Schist discs like the disc of Sabu (First Dynasty) would have been used inside Solvay-like towers as dome-shaped and perforated plates for counterflow chemical reactions inside individual chambers, probably until way after the end of the Fourth Dynasty (Abu Gorab dates from the Fith Dynasty). [illustration] "Sodium carbonate: Solvay method": https://chimicamo.org/chimica-generale/carbonato-di-sodio-metodo-solvay/
49.20 Egyptians had reached a stage of development that could be described as pre-industrial... before going extinct
What The Pyramids of the Cold shows, and in particular this part devoted to the Sabu Disk and the mastery by the ancient Egyptians of a Solvay-like process for chemical manufacturing of 100% pure natron, the mummification salt, about 4,500 years before it was reinvented in the early 1800s in the modern Western world, is that the evolution of human knowledge and the evolution of the degree of development of civilizations themselves, has in reality had the same chaotic aspect as the evolution of life itself on our planet: everything did not unfold according to a flawless plan, without hitch, without backtracking. On the contrary, these two seemingly very different events have in reality had comparable histories: the history of life on Earth is extremely chaotic and complex and on at least 5 occasions, it has been on the verge of disappearing completely; well, the history of the development of civilizations is comparable in every way, and the ancient Egyptians, 4,500 years ago, had simply reached a stage of development that could be described as pre-industrial.

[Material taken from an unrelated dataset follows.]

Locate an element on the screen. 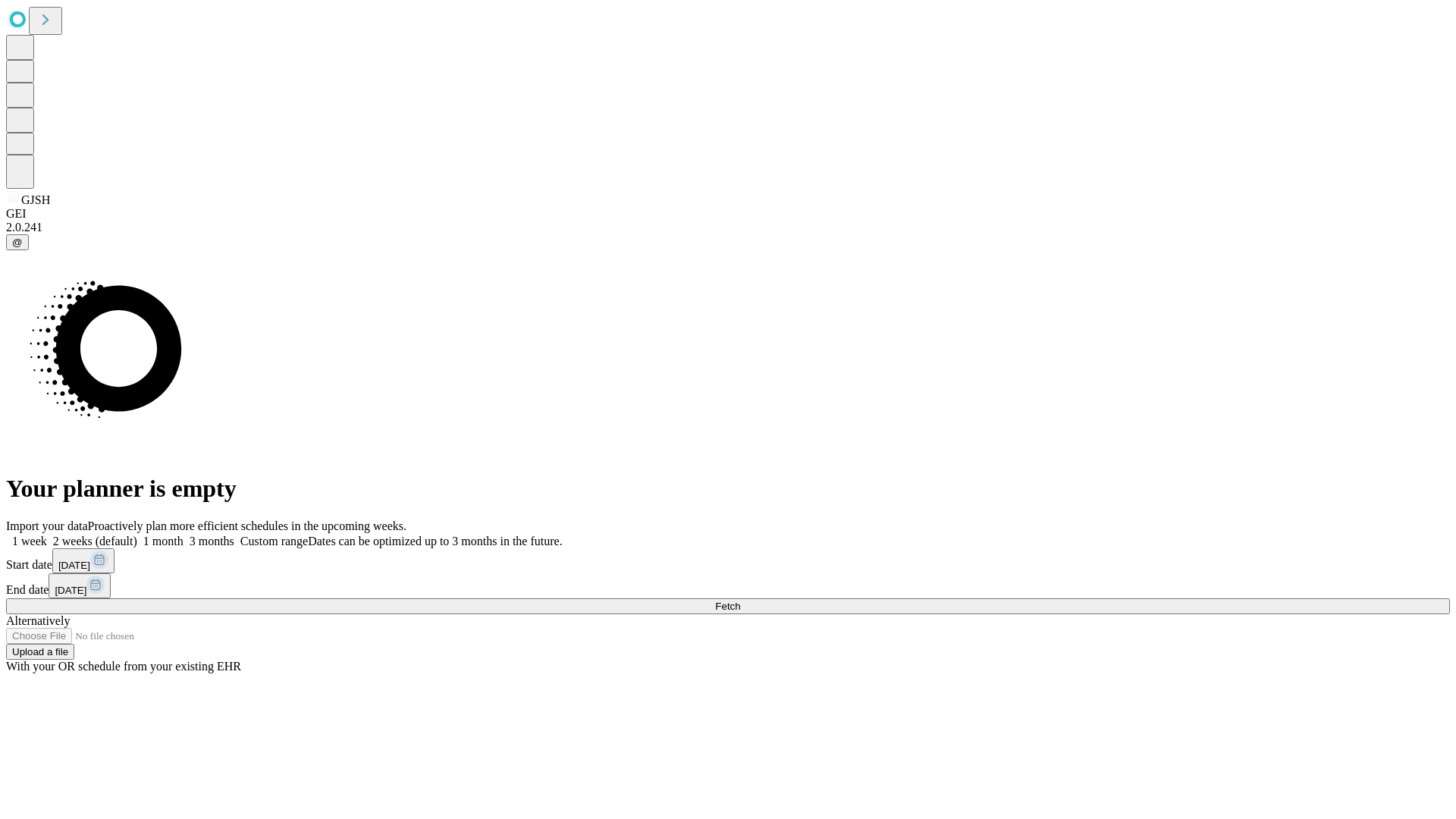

Undoubtedly, the fact that the pharaohs wanted to use their knowledge for their own benefit while controlling all scientific and technological research was fatal to them; the specificity of the Western industrial revolution was that it was not controlled by any authority and that anyone could embark on the great adventure of science.
Extinctions. How Life Survives, Adapts and Evolves. By Michael J. Benton: https://www.thamesandhudsonusa.com/books/extinctions-how-life-survives-adapts-and-evolves-hardcover
49.21 Why is there no chemical trace on the disc found in the tomb of "Prince Sabu"?

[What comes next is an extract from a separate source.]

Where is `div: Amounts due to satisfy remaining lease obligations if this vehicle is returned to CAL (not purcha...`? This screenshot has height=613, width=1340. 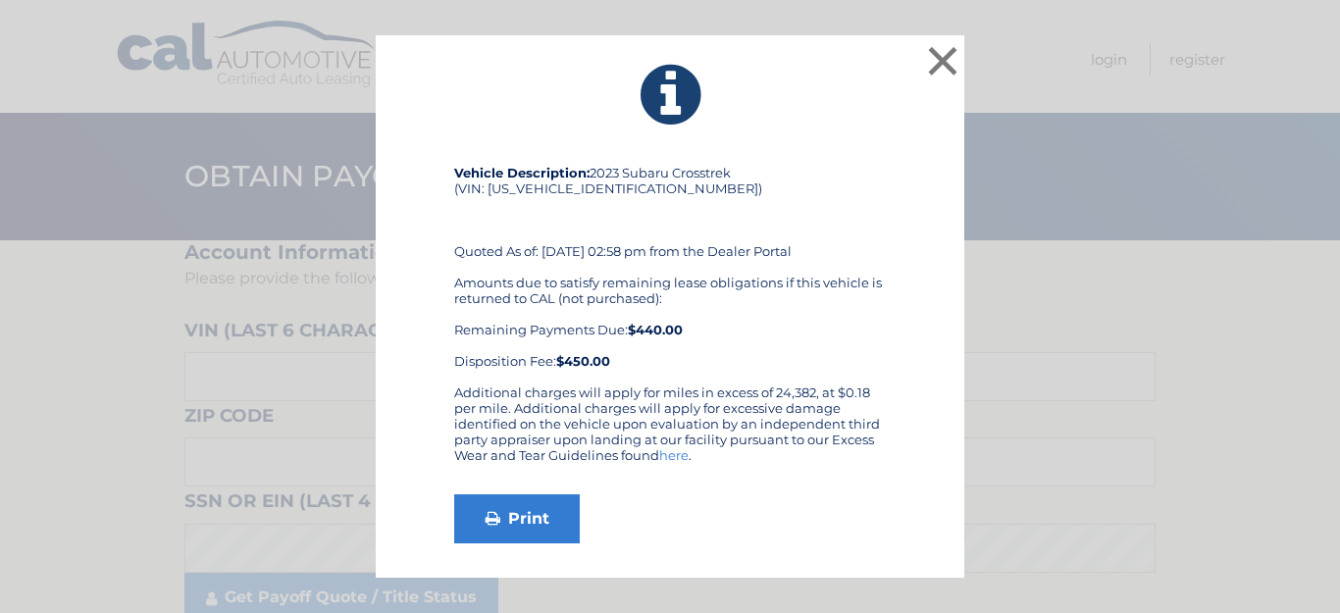
div: Amounts due to satisfy remaining lease obligations if this vehicle is returned to CAL (not purcha... is located at coordinates (670, 322).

The truth is that very little is known about Prince Sabu; but let's imagine that instead of being a "prince" he was actually an engineer involved in mastering an early form of the Solvay process, and that he was particularly responsible for a major evolution of the Solvay disc used by the Egyptians. It is then perfectly understandable that he would have been buried with his creation; and of course, it certainly wasn't a worn-out disc that accompanied him into the afterlife, but a perfectly new one, without any trace of physical alteration, and without any trace of chemical deposits.